In 1960, an international committee published the language Algol 60.
Algol W was not perfectly satisfactory. It still contained too many compromises, having emerged from a committee.
After my return to Switzerland, I designed a language after my own preferences: Pascal. Together with a few assistants, we wrote a user manual and constructed a compiler.
Pascal was easy to teach, and it covered a wide spectrum of applications, which was a significant advantage over Algol, Fortran, and Cobol. The Pascal System was efficient, compact, and easy to use. The language was strongly influenced by the new discipline of structured programming.
Pascal was published in 1970.
Soon Pascal became noticed at several universities, and interest rose for its use in classes.
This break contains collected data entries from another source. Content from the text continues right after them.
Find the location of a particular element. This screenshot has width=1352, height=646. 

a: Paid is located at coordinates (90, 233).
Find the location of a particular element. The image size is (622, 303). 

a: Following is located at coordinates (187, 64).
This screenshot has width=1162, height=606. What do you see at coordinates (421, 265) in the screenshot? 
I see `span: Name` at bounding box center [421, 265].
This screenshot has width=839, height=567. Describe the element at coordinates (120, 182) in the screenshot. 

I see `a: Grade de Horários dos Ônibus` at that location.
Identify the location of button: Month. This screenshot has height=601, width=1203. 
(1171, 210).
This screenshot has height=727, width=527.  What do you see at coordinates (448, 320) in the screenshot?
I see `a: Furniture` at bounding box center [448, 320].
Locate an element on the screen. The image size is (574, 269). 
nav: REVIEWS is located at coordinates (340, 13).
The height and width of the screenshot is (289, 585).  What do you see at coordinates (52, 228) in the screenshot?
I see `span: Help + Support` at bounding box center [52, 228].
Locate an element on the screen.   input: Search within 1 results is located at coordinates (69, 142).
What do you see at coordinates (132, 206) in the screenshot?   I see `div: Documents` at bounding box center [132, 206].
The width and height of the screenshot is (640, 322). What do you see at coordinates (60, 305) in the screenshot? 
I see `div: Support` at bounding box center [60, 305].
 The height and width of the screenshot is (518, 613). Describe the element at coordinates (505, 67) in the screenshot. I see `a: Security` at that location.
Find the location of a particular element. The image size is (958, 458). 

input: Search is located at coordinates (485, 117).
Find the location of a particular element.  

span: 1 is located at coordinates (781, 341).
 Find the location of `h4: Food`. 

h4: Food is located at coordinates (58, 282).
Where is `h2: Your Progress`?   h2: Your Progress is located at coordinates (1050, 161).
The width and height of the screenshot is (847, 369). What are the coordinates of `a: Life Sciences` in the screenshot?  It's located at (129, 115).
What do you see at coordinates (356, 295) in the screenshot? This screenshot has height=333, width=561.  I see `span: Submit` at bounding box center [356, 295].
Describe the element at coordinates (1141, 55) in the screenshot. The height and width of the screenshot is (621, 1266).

Several years later the first microcomputers appeared on the market. These were small computers with a processor integrated on a single chip and with 8-bit data paths, affordable by private persons. It was recognized that Pascal was suitable for these processors, due to its compact compiler that would fit into the small memory (64K).
Borland Inc. in Santa Cruz surrounded our compiler with a simple operating system, a text editor, and routines for error discovery and diagnostics. They sold this package for $50 on floppy disks (Turbo Pascal). Thereby Pascal spread immediately, particularly in schools.